- _Stored records_:
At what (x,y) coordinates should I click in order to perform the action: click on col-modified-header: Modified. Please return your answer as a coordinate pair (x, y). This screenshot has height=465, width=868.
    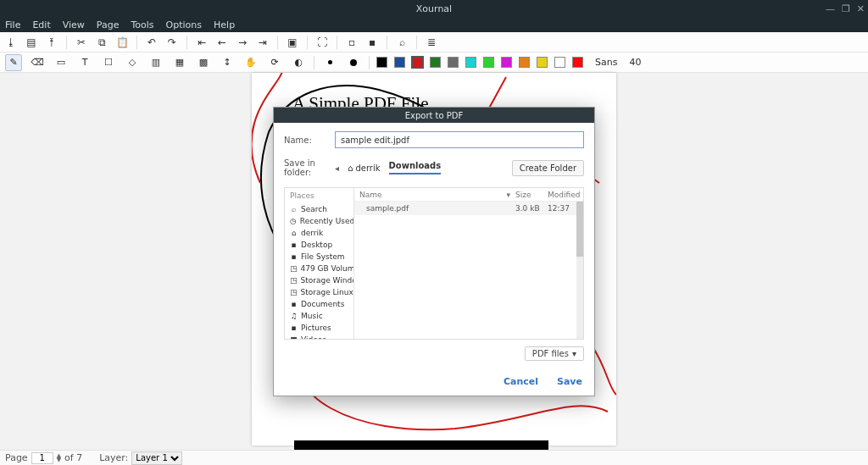
    Looking at the image, I should click on (565, 195).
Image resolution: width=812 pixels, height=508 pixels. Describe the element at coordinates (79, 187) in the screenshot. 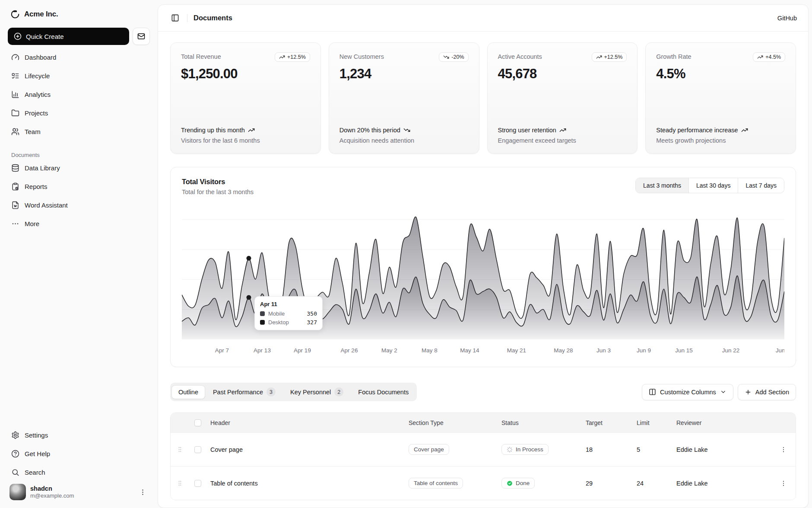

I see `sidebar-item-reports: Reports` at that location.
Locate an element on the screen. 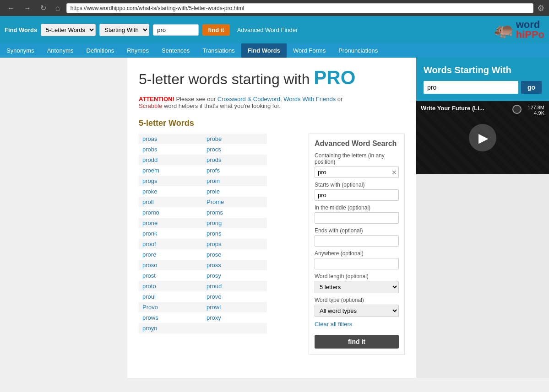 The width and height of the screenshot is (549, 392). containing-row: ✕ is located at coordinates (357, 172).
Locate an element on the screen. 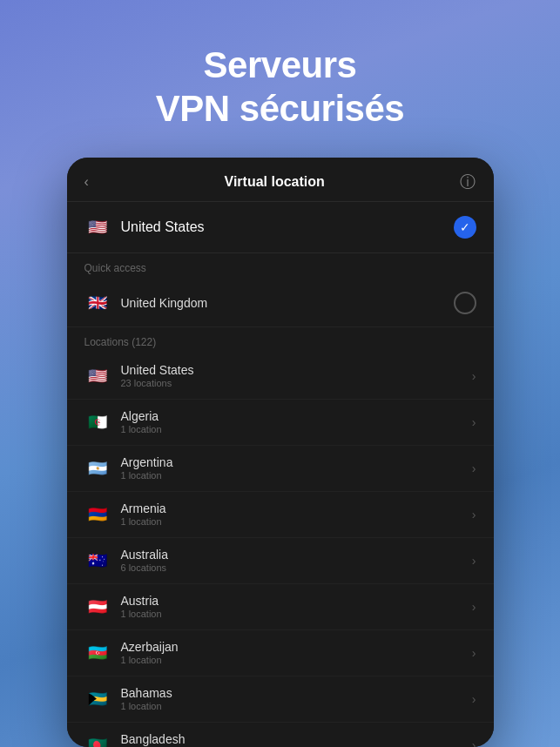 The width and height of the screenshot is (560, 747). selected-country-name: United States is located at coordinates (163, 227).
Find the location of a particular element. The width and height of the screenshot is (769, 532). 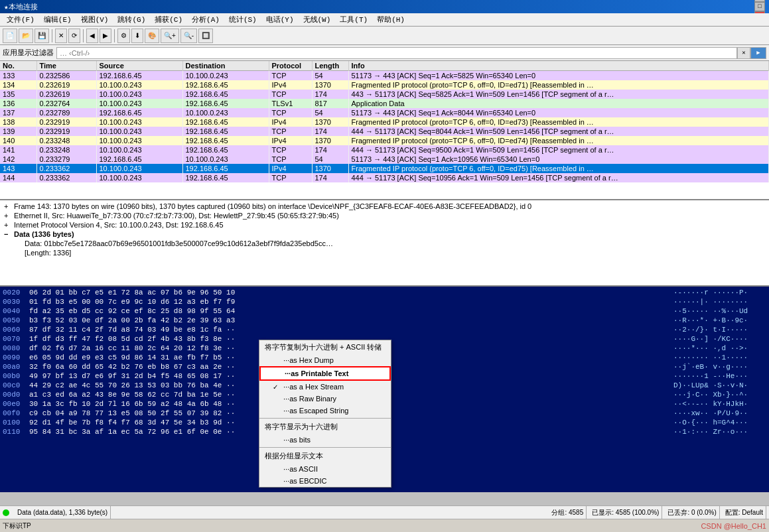

watermark: CSDN @Hello_CH1 is located at coordinates (734, 526).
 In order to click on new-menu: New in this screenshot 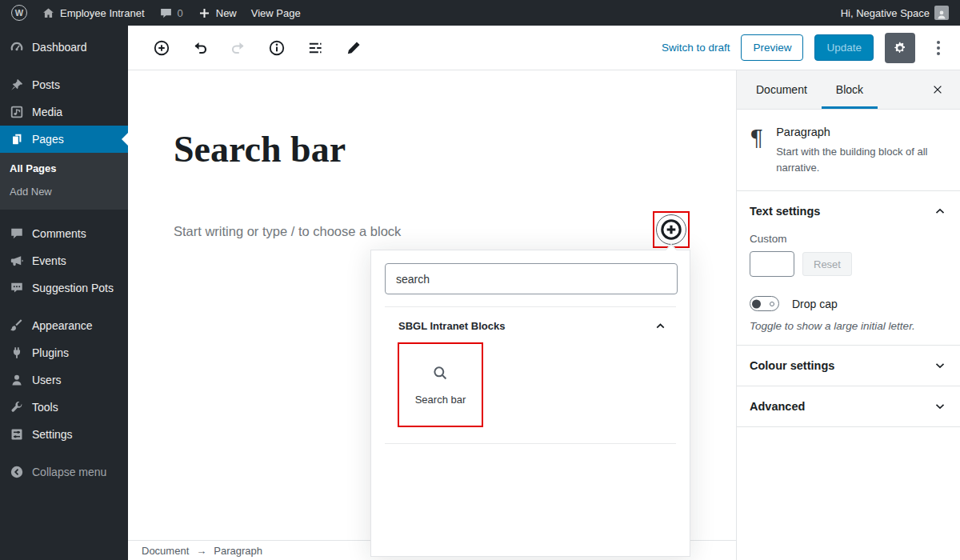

- _Work to be completed_:
Do not include pictures. Copy only the lines running from the line with "Find the location" through the last line of the records, exactly as they appear.

- _Your solution_:
Find the location of a particular element. The width and height of the screenshot is (769, 532). 

watermark: CSDN @Hello_CH1 is located at coordinates (734, 526).
 In order to click on new-menu: New in this screenshot 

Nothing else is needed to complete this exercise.